Susan Rice Causes Ill Feelings Between Paris and Washington

If we are to believe Foreign Affairs, the best American foreign policy review, the meeting that took place two months ago at the head of the French mission to the U.N. was considered turbulent on the Richter scale of diplomatic meetings. Words, sometimes accompanied by unkind adjectives, were thrown like missiles between the meeting’s three participants: the U.N.’s French representative, Gérard Araud, his British counterpart and the American U.N. ambassador, Susan Rice. The subject: massacres and atrocities of all kinds committed in the northeast of the Democratic Republic of Congo (the former Belgian Congo) by self-named rebel group M23. The movement is supported and armed by Rwanda, neighbor and enemy of the Congolese President Kabila.

It is not the first time that an armed rebellion has threatened the central power of the capital, Kinshasa. It has become a sort of ritual that periodically returns to challenge the unity of the country, which is composed of an incredible ethnic mosaic. It is a ritual that began in the 1960s, when leader Moïse Tshombe declared rich Katanga’s cessation from central power under the leadership of Patrice Lumumba, the Che Guevara of Africa.

Conflict of Interest?

What annoys the Western countries that have a past with Africa is that, rather than looking to calm things down by wielding the threat of sanctions against the protagonists of the insurgency and their supporters, the U.S. refuses to publicly condemn the Rwandans’ intervention alongside the rebels. Last month, Hillary Clinton criticized the M23 for venturing as far as the town of Goma, throwing onto the streets almost 300,000 civilians who had to flee from the battles and subsequent massacres, without a word of warning to Paul Kagame, the Rwandan president. The U.S. has infinite means of applying pressure, since they help Rwanda militarily and it is Rwandan arms that are used by the M23.

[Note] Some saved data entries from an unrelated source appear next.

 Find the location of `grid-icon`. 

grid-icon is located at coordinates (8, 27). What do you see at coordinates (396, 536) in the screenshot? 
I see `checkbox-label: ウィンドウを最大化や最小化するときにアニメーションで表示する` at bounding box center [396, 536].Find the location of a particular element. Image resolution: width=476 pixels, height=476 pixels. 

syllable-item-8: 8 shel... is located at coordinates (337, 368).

Part of the explanation, though not the whole one, comes from Washington’s feelings of guilt over having allowed the unbelievable genocide of Rwanda’s Tutsi population in 1996. France has also been accused of encouraging the massacres by not restricting the arm of the Hutus committing them. The other reason can be attributed to Susan Rice, the U.S. representative to the U.N. This woman is currently predicted to replace Hillary Clinton as the head of American diplomacy. However, during the Bush years, Rice, who specialized in African affairs under President Clinton, worked for a strategic analysis company, an operational, Washington-based think tank named “Intellibridge.” Now, who do we find in the client portfolio of the analysis company? Paul Kagame, the president of Rwanda!

Diplomatic Squabble

We now understand better why many insults were exchanged during the meeting at the French mission to the U.N. when Gérard Araud firmly asked Susan Rice “to categorize as shameful” the attitude of Rwanda in the current uprising in Congo. Rice’s cynical response: “Don’t count on it! It is only the Congo. If it hadn’t been the M23, there would have been another insurrection movement.”* And in the process, Susan Rice called on the Security Council to make no link in its resolutions between Rwanda and the M23.

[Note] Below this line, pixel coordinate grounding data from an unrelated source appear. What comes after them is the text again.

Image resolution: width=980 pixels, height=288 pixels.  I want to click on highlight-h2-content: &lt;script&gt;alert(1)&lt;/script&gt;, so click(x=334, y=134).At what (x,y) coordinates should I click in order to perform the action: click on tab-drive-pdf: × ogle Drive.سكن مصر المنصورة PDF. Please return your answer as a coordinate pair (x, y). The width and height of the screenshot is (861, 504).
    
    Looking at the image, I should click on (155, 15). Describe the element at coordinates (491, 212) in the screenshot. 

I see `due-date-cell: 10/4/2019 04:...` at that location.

This diplomatic squabble would not have earned much commentary had the subject not been at the point of being named secretary of state by Obama. Her actions, which are starting to appear hostile toward France’s usual positions in Africa, do not, however, currently point to a criticism of Paris’ attitude toward an affair that is still more sensitive than that of Congo. In Mali, the U.S. has made it known that military intervention via an inter-African force was not urgent in order to oppose the pressure and abuses of power by jihadists, who are close to al-Qaida and already control half of the French-allied country. Strangely, Malian Prime Minister Cheick Modibo Diarra, who was in agreement with Laurent Fabius’ position calling for “the rapid deployment of a stabilization force” was removed from his functions and placed under house arrest two days ago.

* Editor’s note: This quote, while accurately translated, could not be verified.